I knew vaguely where my maternal great-grandparents
lived in St Mary’s Bay; in London Street and Dublin Street, but only remember
seeing their houses from the outside.
They were nineteenth century two-storeyed wooden
houses, one with a high flagpole flying the New Zealand flag, and both
overlooking the Bay where the Bigelow family operated its ship-building yard,
and where the motorway to the Harbour Bridge now runs.
Occasionally I would stay with Grandpa Bigelow in Banks Street , Mt
Eden. He lived in a house that his
father-in-law had built for them all to live together when the family shifted
from New Plymouth to Auckland
in 1912.
Especially when there was an election, I would stay
with Grandpa and listen avidly to the radio reports, giving the progress
results of the vote-counting, and helping Grandpa write them on the chart
provided by the Herald. Those were the days of the Labour Government during the
war and I can still remember vividly Grandpa’s disgust each time the Labour
Party won another seat.
This house has since been demolished.
In school holidays we often went to spend a week or so
at the Gaze bach at Milford , in Prospect
Terrace, overlooking the Wairau estuary, the Pirate Shippe, and Milford Beach and Rangitoto.

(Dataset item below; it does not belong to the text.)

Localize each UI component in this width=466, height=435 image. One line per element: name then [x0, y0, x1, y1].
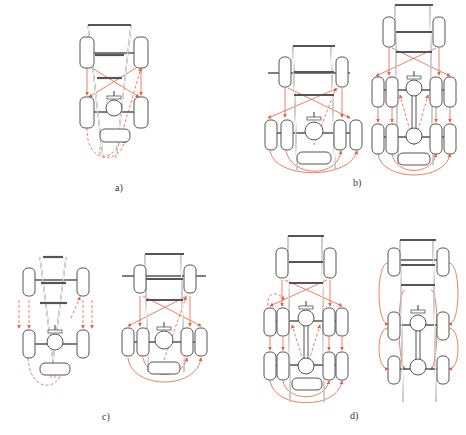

We could see the
lighthouse and watch its light flashing at night.
The house was two-storeyed, and we always slept
downstairs. In the early days there was
no electricity, only gas for lighting and cooking, and candles to light us to
bed. We spent many happy holidays there, walking both ways to the beach,
swimming and playing on the sand.
Sometimes we would walk up to the Milford shops, of which there were about six
in those days. My most vivid memory is walking to the newsagent’s to get a
paper with Grandpa Gaze; the news page was covered with the names of casualties
from Europe .
The bach is no longer there; it was replaced years ago by closely-packed suburban housing.
In 1942 we shifted to Papatoetoe, to a large house on
Californian Bungalow lines in Kolmar Road, on a 3000 square metre section. The
house was built as a farmhouse around the time of World War I by a relative of
my mother’s of the Dreardon family from Northland. The mortgage was from the
ASB, and I can remember one of Mum’s Brown uncles coming to inspect the house
for the mortgage. He was a Board member
of the bank.
The section and house were a wonderful playground for
us as children: large rooms, a long central hallway, three entrances, and a
sheltered concrete back yard to play in. The washhouse, and toilet were
separate from the house, over the backyard area. We had room to keep chickens,
and a windmill which in the early days pumped water for the house. In those
days we had no refrigerator, so the butter was kept in a tin in a hole in the
ground under a tree in a corner of the back garden.